On Wed, 5 Feb 2025 15:46:23 +0100
Franziska Menti <fme...@phys.ethz.ch> wrote:

> Hi Charles
> 
> Thanks for the tipps where I could start looking to solve my problem.
>  > You can check for what packages were upgraded about that time by
>  > inspecting (as root) the term.log* files in /var/log/apt. That
>  > should help you narrow down the suspect packages.  
> 
> That is lots of lines and package names that I as a novice don't 
> understand very well. I did copy out the ones that have sound,
> pipewire, alsa or some warning in there, in case that helps narrow
> down the package:
> 
> Unpacking pipewire-pulse (1.2.7-1+b1) over (1.2.7-1) …
> Unpacking libasound2t64:amd64 (1.2.13-1) over (1.2.12-1+b1) …
> Unpacking libasound2-data (1.2.13-1) over (1.2.12-1) …

Somewhere above and near those lines should be the date(s) they took
place.

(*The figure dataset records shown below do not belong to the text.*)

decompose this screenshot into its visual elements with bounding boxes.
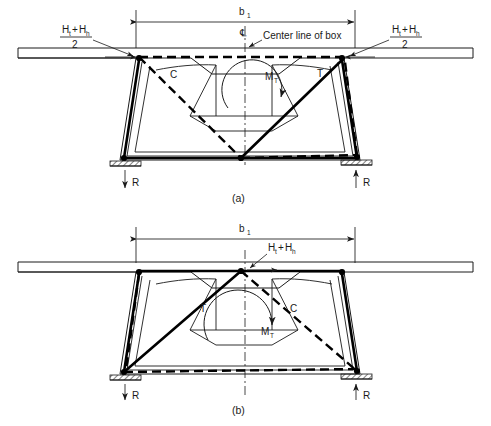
diagonal-label-C-b: C [290, 303, 297, 314]
dimension-label-b-b: b [239, 223, 245, 234]
caption-b: (b) [232, 404, 245, 416]
h-plus-b: + [278, 242, 284, 253]
diagonal-label-C-a: C [170, 69, 177, 80]
h-sub-1-b: t [275, 248, 277, 255]
h-sub-2-right: h [416, 30, 420, 37]
reaction-label-left-a: R [132, 177, 139, 188]
dimension-label-b: b [239, 6, 245, 17]
reaction-label-right-b: R [363, 390, 370, 401]
centerline-note: Center line of box [263, 30, 341, 41]
h-plus-left: + [72, 24, 78, 35]
bearing-left-a [110, 161, 141, 166]
dimension-label-b-sub-b: 1 [247, 229, 251, 236]
h-denom-left: 2 [72, 39, 78, 50]
h-sub-1-left: t [69, 30, 71, 37]
h-plus-right: + [402, 24, 408, 35]
moment-sub-b: T [270, 332, 274, 339]
reaction-label-left-b: R [132, 390, 139, 401]
moment-label-b: M [261, 326, 269, 337]
diagonal-label-T-b: T [200, 303, 206, 314]
moment-sub-a: T [274, 77, 278, 84]
caption-a: (a) [232, 192, 245, 204]
h-sub-1-right: t [399, 30, 401, 37]
h-sub-2-b: h [292, 248, 296, 255]
bearing-right-b [341, 374, 372, 379]
moment-label-a: M [265, 71, 273, 82]
h-sub-2-left: h [86, 30, 90, 37]
bearing-left-b [110, 375, 141, 380]
centerline-symbol: ℄ [239, 27, 247, 38]
figure-canvas: b 1 ℄ Center line of box [0, 0, 491, 426]
diagonal-label-T-a: T [317, 68, 323, 79]
background [0, 0, 491, 426]
h-denom-right: 2 [402, 39, 408, 50]
dimension-label-b-sub: 1 [247, 12, 251, 19]
reaction-label-right-a: R [363, 177, 370, 188]
bearing-right-a [341, 160, 372, 165]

I suggest you use less (as root) to search for them, then go up
from the interesting ones. Something like:

cd /var/log/apt
zless term.log

Then use the / key to search withing that file.

(zless is like less, but it will decompress on the fly for you, so you
don't have to do that manually first.)

> 
>  > You did not mention what sort of hardware you are running. Running
>  > lspci as root should give us what we need. Something like:  
> 
> Here my output:
> 00:1f.3 Multimedia audio controller: Intel Corporation Meteor Lake-P
> HD Audio Controller (rev 20)
>      Subsystem: Hewlett-Packard Company Device 8c26
>      Flags: bus master, fast devsel, latency 64, IRQ 244, IOMMU group
> 16 Memory at 5019310000 (64-bit, non-prefetchable) [size=16K]
>      Memory at 5019000000 (64-bit, non-prefetchable) [size=2M]
>      Capabilities: [50] Power Management version 3
>      Capabilities: [c0] Vendor Specific Information: Len=14 <?>
>      Capabilities: [60] MSI: Enable+ Count=1/1 Maskable- 64bit+
>      Kernel driver in use: snd_hda_intel
>      Kernel modules: snd_hda_intel, snd_sof_pci_intel_mtl
> 
>  > Notice the list of kernel drivers and modules. Rooting around in
>  > the   
> output
>  > from dmesg or journalctl with those should locate any messages
>  > about initializing the sound card, including any error messages.  
> 
> Can you break down this advise a bit more or me as novice debian user
> and non native english speaker? I don't fully get it.

What I had in mind here is something like:

dmesg | less -X

then use the search function (the / key) to search for snd_hda_intel
and (separately) snd_sof_pci_intel_mtl. Check in the neighbor of any
entries for error messages.

For journalctl, the setup will be a bit more complex. depending on what
you want.

journalctl -b | less

for everything since the last boot.

journalctl -S YYYY-MM-DD | less

for everything since the given date (e.g. 2012-10-30).

man less and man journalctl are your friends. And your IT person should
be familiar with these tools.


> One of my attached outputs of my first message was along that line, 
> something
> my IT support person produced:
> 
>   journalctl -b -1 | grep -i csc3551
> 

I'm not sure why your IT person was looking at csc3551, but the output
is interesting. Apparently wanted firmware isn't being loaded
("spi0-CSC3551:00-cs35l41-hda.0: firmware: failed to load
cirrus/cs35l41-dsp1-spk-prot-103c8c49-r0.wmfw (-2)")

My next step would be to see what package provides the indicated file:

root@tiassa:~# apt-file search cs35l41-dsp1-spk-prot-103c8c49-r0.wmfw
root@tiassa:~#  

And apparently nothing does! This is a hazard of running trixie. So I
shorten up the search pattern:

root@tiassa:~# apt-file search cs35l41-dsp1-spk-prot-103c8c49
firmware-cirrus: /usr/lib/firmware/cirrus/cs35l41-dsp1-spk-prot-103c8c49.bin
firmware-cirrus: /usr/lib/firmware/cirrus/cs35l41-dsp1-spk-prot-103c8c49.wmfw
root@tiassa:~# 

That would lead me to check to see if the package firmware-cirrus is
installed:

root@tiassa:~# dpkg-query --show cirrus-firmware
dpkg-query: no packages found matching cirrus-firmware
root@tiassa:~# 

Obviously I don't have it installed on tiassa. If you do have it
installed, the the problem is that the exact firmware blob you want
isn't in the package, and your remedies are to wait, or to query the
Debian maintainers.

-- 
Does anybody read signatures any more?